CREATE TABLE joined_table AS SELECT * FROM (
select * from larger_table as a
JOIN
(SELECT *, row_number() over (partition by key order by rand() )
from smaller_table) as b
on a.key = b.key
and b.row_num=1
)b;
In the results it is being matched with the first row, not a rand() row at all..
Any other options or anything I did incorrectly here?

Delete all records that have no foreign key constraints

I have a SQL 2005 table with millions of rows in it that is being hit by users all day and night. This table is referenced by 20 or so other tables that have foreign key constraints. What I am needing to do on a regular basis is delete all records from this table where the "Active" field is set to false AND there are no other records in any of the child tables that reference the parent record. What is the most efficient way of doing this short of trying to delete each one at a time and letting it cause SQL errors on the ones that violate constraints? Also it is not an option to disable the constraints and I cannot cause locks on the parent table for any significant amount of time.

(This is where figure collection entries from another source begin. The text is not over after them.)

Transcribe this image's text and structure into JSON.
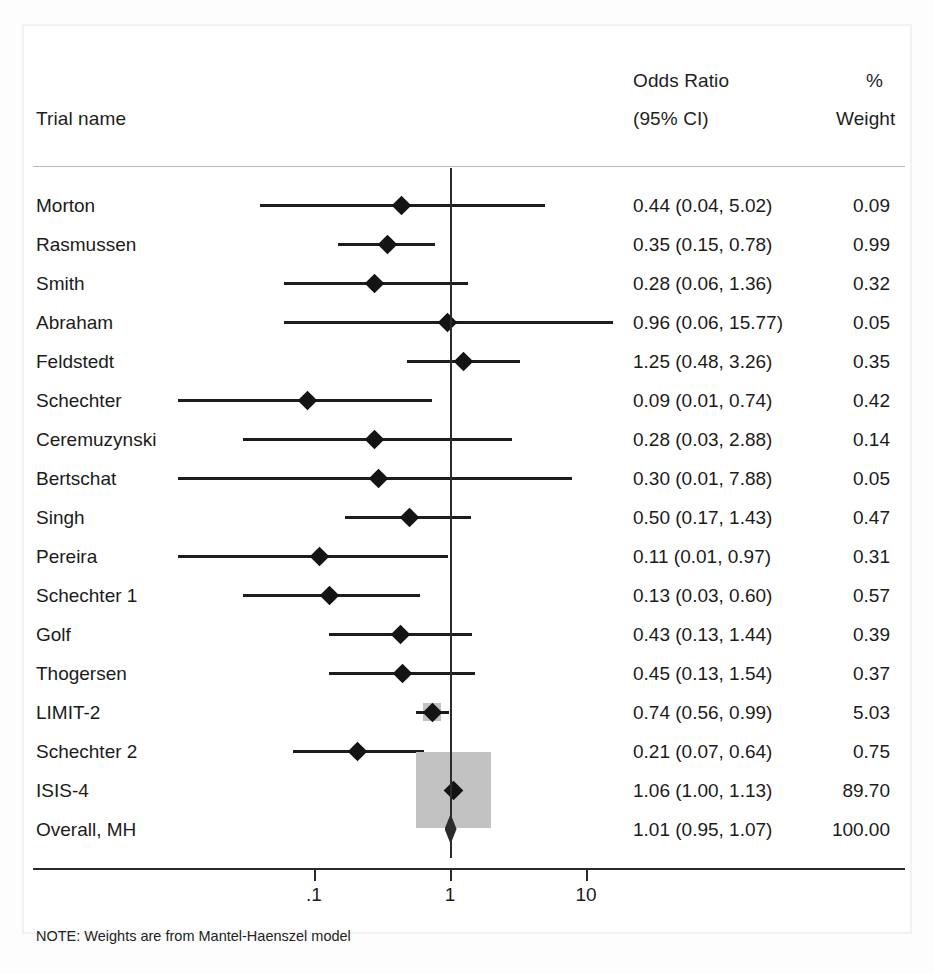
{
  "figure": {
    "type": "forest-plot",
    "headers": {
      "trial_name": "Trial name",
      "or_line1": "Odds Ratio",
      "or_line2": "(95% CI)",
      "weight_line1": "%",
      "weight_line2": "Weight"
    },
    "note": "NOTE: Weights are from Mantel-Haenszel model",
    "axis": {
      "scale": "log10",
      "ticks": [
        ".1",
        "1",
        "10"
      ],
      "tick_values": [
        0.1,
        1,
        10
      ],
      "reference_line": 1
    },
    "colors": {
      "text": "#1b1b1b",
      "line": "#1d1d1d",
      "weight_box": "#c2c2c2",
      "background": "#ffffff",
      "rule": "#2a2a2a"
    }
  },
  "chart_data": {
    "type": "scatter",
    "title": "",
    "xlabel": "",
    "ylabel": "",
    "xscale": "log",
    "xlim": [
      0.01,
      20
    ],
    "grid": false,
    "legend": null,
    "columns": [
      "Trial name",
      "Odds Ratio (95% CI)",
      "% Weight"
    ],
    "rows": [
      {
        "trial": "Morton",
        "or": 0.44,
        "lo": 0.04,
        "hi": 5.02,
        "ci_text": "0.44 (0.04, 5.02)",
        "weight": 0.09,
        "weight_text": "0.09",
        "marker": "diamond"
      },
      {
        "trial": "Rasmussen",
        "or": 0.35,
        "lo": 0.15,
        "hi": 0.78,
        "ci_text": "0.35 (0.15, 0.78)",
        "weight": 0.99,
        "weight_text": "0.99",
        "marker": "diamond"
      },
      {
        "trial": "Smith",
        "or": 0.28,
        "lo": 0.06,
        "hi": 1.36,
        "ci_text": "0.28 (0.06, 1.36)",
        "weight": 0.32,
        "weight_text": "0.32",
        "marker": "diamond"
      },
      {
        "trial": "Abraham",
        "or": 0.96,
        "lo": 0.06,
        "hi": 15.77,
        "ci_text": "0.96 (0.06, 15.77)",
        "weight": 0.05,
        "weight_text": "0.05",
        "marker": "diamond"
      },
      {
        "trial": "Feldstedt",
        "or": 1.25,
        "lo": 0.48,
        "hi": 3.26,
        "ci_text": "1.25 (0.48, 3.26)",
        "weight": 0.35,
        "weight_text": "0.35",
        "marker": "diamond"
      },
      {
        "trial": "Schechter",
        "or": 0.09,
        "lo": 0.01,
        "hi": 0.74,
        "ci_text": "0.09 (0.01, 0.74)",
        "weight": 0.42,
        "weight_text": "0.42",
        "marker": "diamond"
      },
      {
        "trial": "Ceremuzynski",
        "or": 0.28,
        "lo": 0.03,
        "hi": 2.88,
        "ci_text": "0.28 (0.03, 2.88)",
        "weight": 0.14,
        "weight_text": "0.14",
        "marker": "diamond"
      },
      {
        "trial": "Bertschat",
        "or": 0.3,
        "lo": 0.01,
        "hi": 7.88,
        "ci_text": "0.30 (0.01, 7.88)",
        "weight": 0.05,
        "weight_text": "0.05",
        "marker": "diamond"
      },
      {
        "trial": "Singh",
        "or": 0.5,
        "lo": 0.17,
        "hi": 1.43,
        "ci_text": "0.50 (0.17, 1.43)",
        "weight": 0.47,
        "weight_text": "0.47",
        "marker": "diamond"
      },
      {
        "trial": "Pereira",
        "or": 0.11,
        "lo": 0.01,
        "hi": 0.97,
        "ci_text": "0.11 (0.01, 0.97)",
        "weight": 0.31,
        "weight_text": "0.31",
        "marker": "diamond"
      },
      {
        "trial": "Schechter 1",
        "or": 0.13,
        "lo": 0.03,
        "hi": 0.6,
        "ci_text": "0.13 (0.03, 0.60)",
        "weight": 0.57,
        "weight_text": "0.57",
        "marker": "diamond"
      },
      {
        "trial": "Golf",
        "or": 0.43,
        "lo": 0.13,
        "hi": 1.44,
        "ci_text": "0.43 (0.13, 1.44)",
        "weight": 0.39,
        "weight_text": "0.39",
        "marker": "diamond"
      },
      {
        "trial": "Thogersen",
        "or": 0.45,
        "lo": 0.13,
        "hi": 1.54,
        "ci_text": "0.45 (0.13, 1.54)",
        "weight": 0.37,
        "weight_text": "0.37",
        "marker": "diamond"
      },
      {
        "trial": "LIMIT-2",
        "or": 0.74,
        "lo": 0.56,
        "hi": 0.99,
        "ci_text": "0.74 (0.56, 0.99)",
        "weight": 5.03,
        "weight_text": "5.03",
        "marker": "diamond"
      },
      {
        "trial": "Schechter 2",
        "or": 0.21,
        "lo": 0.07,
        "hi": 0.64,
        "ci_text": "0.21 (0.07, 0.64)",
        "weight": 0.75,
        "weight_text": "0.75",
        "marker": "diamond"
      },
      {
        "trial": "ISIS-4",
        "or": 1.06,
        "lo": 1.0,
        "hi": 1.13,
        "ci_text": "1.06 (1.00, 1.13)",
        "weight": 89.7,
        "weight_text": "89.70",
        "marker": "diamond"
      },
      {
        "trial": "Overall, MH",
        "or": 1.01,
        "lo": 0.95,
        "hi": 1.07,
        "ci_text": "1.01 (0.95, 1.07)",
        "weight": 100.0,
        "weight_text": "100.00",
        "marker": "summary-diamond"
      }
    ]
  }
}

If it's not likely that inactive rows which are not linked will become linked, you can run (or even dynamically build, based on the foreign key metadata):
SELECT k.*
FROM k WITH(NOLOCK)
WHERE k.Active = 0
AND NOT EXISTS (SELECT * FROM f_1 WITH(NOLOCK) WHERE f_1.fk = k.pk)
AND NOT EXISTS (SELECT * FROM f_2 WITH(NOLOCK) WHERE f_2.fk = k.pk)
...
AND NOT EXISTS (SELECT * FROM f_n WITH(NOLOCK) WHERE f_n.fk = k.pk)
And you can turn it into a DELETE pretty easily. But a large delete could hold a lot of locks, so you might want to put this in a table and then delete in batches - a batch shouldn't fail unless a record got linked.
For this to be efficient, you really need to have indexes on the FK columns in the related tables.
You can also do this with left joins, but then you (sometimes) have to de-dupe with a DISTINCT or GROUP BY and the execution plan isn't really usually any better and it's not as conducive to code-generation:
SELECT k.*
FROM k WITH(NOLOCK)
LEFT JOIN f_1 WITH(NOLOCK) ON f_1.fk = k.pk
LEFT JOIN f_2 WITH(NOLOCK) ON f_2.fk = k.pk
...
LEFT JOIN f_n WITH(NOLOCK) ON f_n.fk = k.pk
WHERE k.Active = 0
AND f_1.fk IS NULL
AND f_2.fk IS NULL
...
AND f_n.fk IS NULL
Let us we have parent table with the name Parent and it has at "id" field of any type and an "Active" field of the type bit. We have also a second Child table with his own "id" field and "fk" field which is the reference to the "id" field of the Parent table. Then you can use following statement:
DELETE Parent
FROM Parent AS p LEFT OUTER JOIN Child AS c ON p.id=c.fk
WHERE c.id IS NULL AND p.Active=0
Slightly confused about your question. But you can do a LeftOuterJoin from your main table, To a table that it should supposedly have a foreign key. You can then use a Where statement to check for null values inside the connecting table.
Check here for outer joins : http://en.wikipedia.org/wiki/Join_%28SQL%29#Left_outer_join
You should also write up triggers to do all this for you when a record is deleted or set to false etc.